The science of climate change is difficult and everyone agrees there are uncertainties and a contested point or two. But some points are asserted over and over again and aren’t really contested. They are just plain false. Yet no matter how often they are refuted they rise again from the dead, true zombie lies. One of the great things about writing on the internet is the ability to link to really excellent pieces and Darksyde over at DailyKos has just such a piece you owe it to yourself to read. It’s not short but not excessively long, either. Just long enough to get the job done. And the job? To put a stake through the heart of this undead right wing talking point:
“In the 70s, all the scientists were predicting a new ice age, so why should we listen to them now.” To hear the usual suspects tell it today, the earth science community was in a fenzied panic, claiming the ice was about the begin another long trek south. Like most zombie lies, this one is based on a few grains of truth, and a whole lotta whoppers:
Despite active efforts to answer these questions, the following pervasive myth arose: there was a consensus among climate scientists of the 1970s that either global cooling or a full-fledged ice age was imminent. A review of the climate science literature from 1965 to 1979 shows this myth to be false. The myth’s basis lies in a selective misreading of the texts both by some members of the media at the time and by some observers today. (Thomas C. Peterson, William M. Connolley, and John Fleck, The Myth of the 1970s Global Cooling Scientific Consensus,Bulletin of the American Meteorological Society)
If you want the details beneath the details the Bulletin of the American Meteorological Society that Darksyde links to above will give it to you, but the Darksyde piece is a shorter version and extremely lucid. It supplies the historical context and cites the evidence that there never was a consensus that cooling from anthropogenic sources was more likely than heating (the majority opinion always favored greenhouse effect heating over particulate effect cooling). Since then, advances in climate science and computer power have abundantly confirmed that view.
While not the main point of the piece, he also touches on a number of other issues, such as the causes of previous Ice Ages and the place of the Milankovitch cycle. To True Deniers, this won’t be convincing. They do not live in a Reality-Based World. But one thing is quite clear. The bogus claim amplified by the Right Wing Megaphone that there was an earlier scientific consensus that human activity would bring forth an Ice Age is a myth.
As always, it’s not the things we don’t know or are uncertain about that are to be feared most. It’s the things we think we know that we’re wrong about.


Lines that contain "Typically" are to be copied from the material, every one of them.
-------------------------
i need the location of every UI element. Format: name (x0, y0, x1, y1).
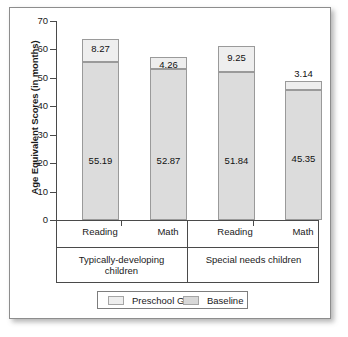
bar-segment-baseline: 45.35 (285, 90, 322, 220)
chart-figure: Age Equivalent Scores (in months) 70 60 … (9, 7, 331, 319)
bar-sn-reading[interactable]: 9.25 51.84 (218, 46, 255, 220)
bar-gain-value: 8.27 (83, 43, 118, 54)
plot-area: 70 60 50 40 30 20 10 0 8.27 55.19 4.26 (56, 21, 319, 221)
y-tick-label-0: 0 (22, 214, 48, 225)
x-tick-sn-inner (253, 221, 254, 226)
y-tick-label-70: 70 (22, 15, 48, 26)
x-tick-td-inner (121, 221, 122, 226)
bar-gain-value: 3.14 (280, 68, 327, 79)
bar-baseline-value: 55.19 (83, 155, 118, 166)
y-tick-label-30: 30 (22, 129, 48, 140)
bar-td-math[interactable]: 4.26 52.87 (150, 57, 187, 220)
legend-swatch-icon (183, 296, 199, 305)
x-axis-sep-right (318, 221, 319, 283)
y-tick-label-60: 60 (22, 43, 48, 54)
y-tick-10 (50, 192, 56, 193)
x-axis-sep-middle (187, 221, 188, 283)
group-label-typically-developing: Typically-developing children (56, 254, 187, 276)
y-tick-label-50: 50 (22, 72, 48, 83)
y-tick-70 (50, 21, 56, 22)
x-axis-row-divider (56, 247, 319, 248)
bar-baseline-value: 45.35 (286, 153, 321, 164)
bar-td-reading[interactable]: 8.27 55.19 (82, 39, 119, 220)
bar-segment-gain: 8.27 (82, 39, 119, 63)
y-tick-label-20: 20 (22, 157, 48, 168)
y-tick-60 (50, 49, 56, 50)
bar-baseline-value: 52.87 (151, 155, 186, 166)
y-tick-30 (50, 135, 56, 136)
y-tick-label-10: 10 (22, 186, 48, 197)
x-axis-categories: Reading Math Reading Math Typically-deve… (56, 221, 319, 283)
group-label-line1: Special needs children (206, 254, 302, 265)
x-axis-bottom-line (56, 282, 319, 283)
bar-segment-baseline: 52.87 (150, 69, 187, 220)
x-label-td-reading: Reading (67, 226, 133, 237)
group-label-special-needs: Special needs children (188, 254, 319, 265)
x-label-sn-math: Math (270, 226, 336, 237)
y-tick-40 (50, 106, 56, 107)
y-axis-line (56, 21, 57, 221)
bar-segment-baseline: 55.19 (82, 62, 119, 220)
legend: Preschool Gain Baseline (97, 291, 248, 309)
bar-gain-value: 9.25 (219, 52, 254, 63)
y-tick-50 (50, 78, 56, 79)
bar-sn-math[interactable]: 3.14 45.35 (285, 81, 322, 220)
bar-segment-gain: 9.25 (218, 46, 255, 72)
group-label-line1: Typically-developing (79, 254, 165, 265)
y-axis-title: Age Equivalent Scores (in months) (29, 28, 40, 208)
x-axis-sep-left (56, 221, 57, 283)
bar-segment-baseline: 51.84 (218, 72, 255, 220)
bar-segment-gain: 4.26 (150, 57, 187, 69)
y-tick-20 (50, 163, 56, 164)
y-tick-label-40: 40 (22, 100, 48, 111)
x-label-sn-reading: Reading (202, 226, 268, 237)
bar-segment-gain: 3.14 (285, 81, 322, 90)
x-label-td-math: Math (135, 226, 201, 237)
group-label-line2: children (105, 265, 138, 276)
bar-baseline-value: 51.84 (219, 155, 254, 166)
legend-swatch-icon (108, 296, 124, 305)
legend-label: Baseline (207, 295, 243, 306)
-------------------------
## OUTPUT FOR THIS EXERCISE
group-label-typically-developing: Typically-developing children (56, 254, 187, 276)
x-axis-categories: Reading Math Reading Math Typically-deve… (56, 221, 319, 283)
group-label-line1: Typically-developing (79, 254, 165, 265)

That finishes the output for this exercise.